Yes, as a society we’re doing better. We've opened up the conversation around mental health and our need to protect it individually and societally, and we are developing a vocabulary that means it’s easier than it’s ever been to talk openly as sufferers of chronic mental health conditions. But still.
It’s not enough. It’s certainly not enough for me.
If I can be that vulnerable self for a moment, I’ll tell you that my most acute spells of mental illness almost landed me in hospital. In fact, perhaps I shouldn’t have been spared those admissions. I’ll tell you, too, at times I’ve felt ill-equipped to adequately mother my girls. I'll also tell you that the legacy of trauma lives on in me. It cannot be removed like a tumour (oh, how I’d wanted it to be taken out of me) and though therapy has enabled me to better accept these parts of myself, I must keep writing and talking to enable me to welcome rather than resist them.

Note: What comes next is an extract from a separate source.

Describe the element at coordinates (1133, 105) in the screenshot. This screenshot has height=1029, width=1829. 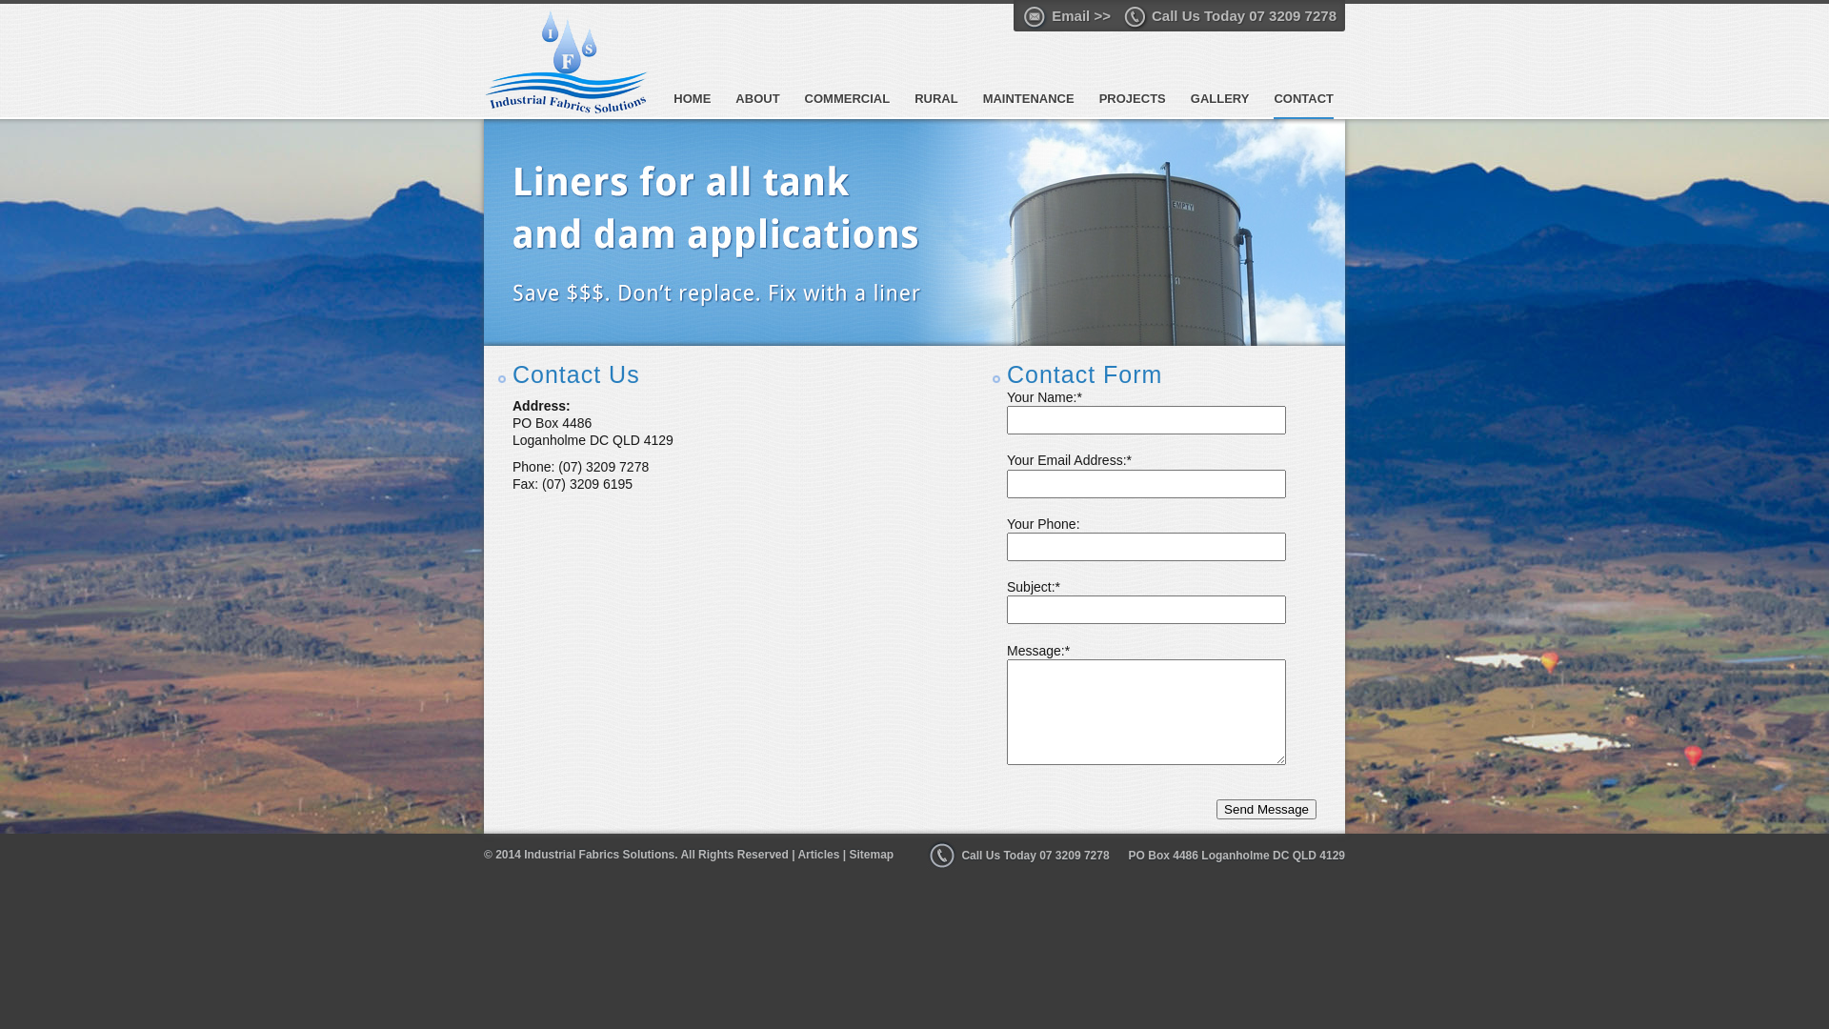
I see `PROJECTS` at that location.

My story may now be following a different trajectory to my mother’s and grandmother’s but I lived with these women. I am the genetic and environmental product (as are my girls) of this intergenerational story. Finding a cache of documents and letters at my childhood home a few years back served to flesh out our connected experiences in ways I could never have imagined. Our stories echo and collide across the generations in a house where sparks flew and tempers often flared. But while I’d been busy building a wall around myself as a means to insulate myself from what I’d feared would also be my fate, I would discover that I ignored what bound us at my peril.

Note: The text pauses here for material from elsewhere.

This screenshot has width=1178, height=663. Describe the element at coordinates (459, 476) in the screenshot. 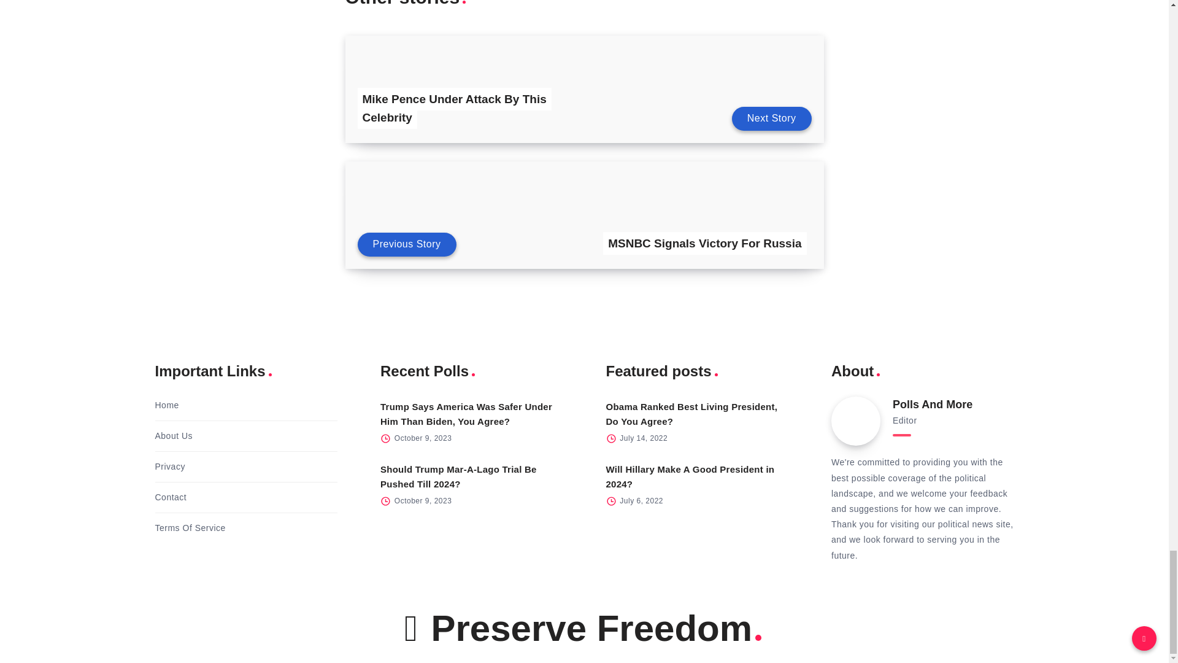

I see `Should Trump Mar-A-Lago Trial Be Pushed Till 2024?` at that location.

My memoir weaves our three experiences of caring, mothering and being mothered while receiving treatments of various shades as patients within an imperfect mental health system. It sounds bleak, but it is, ultimately, a hopeful story. One that I think is helpful, too. I think this memoir opens up a much-needed space for conversation about the darker sides of mental illness for sufferers and their families. Shame thrives in the dark. When we shine our collective light into that blackness, we remove it of its power to scare us. To silence us.
What I love about
is that readers here can pick up with me whenever they like. By delving into the archive, readers get to know me better; piece the bigger story together. But equally, that weekly snapshot might hold something that resonates on its own.In that spirit, I am getting ready to launch my podcast this November with short weekly excerpts from the book that stand alone as vignettes and also take their place as part of an epic intergenerational story. It’s a story I want to share here first, adapted for my Membership community on Substack. I hope that each excerpt acts as tinder for deeper conversations here with you, too. I’ll be sharing some of the documentation I relied upon to write it, and if you’re anything like me, this is where you'll find the magic and maybe even consider how to tell your story.
Are you with me?
In the meantime, please hop on over to Instagram to follow along with the last of the seven days of sharing, and get involved for a flavour of what’s to come here in a couple of weeks. I'm no Substack purist; I see the benefit of sticking around over there, too 😉
Until next week,
Lindsay x
“Shame thrives in the dark.”
So true and I appreciate the space you’re creating for conversation, and for people to share their deeper, darker experiences. As someone who has witnessed serious mental health problems take hold, and take the life of someone close to me, I am here for it 💛
I am so proud of you Lindsay. Your courage and honesty is already helping so many of us and your shining a light on the darkness is going to have so many positive ripples. I think the reaction you've had to sharing more shows how much the world needs your memoir.
You're also such a beautiful writer - your truth in your words is so powerful. Reading this it seems like you are also getting so much out of writing your stories down and using your creativity in this way.
This is no mean feat though. What you're doing is hard. I see you!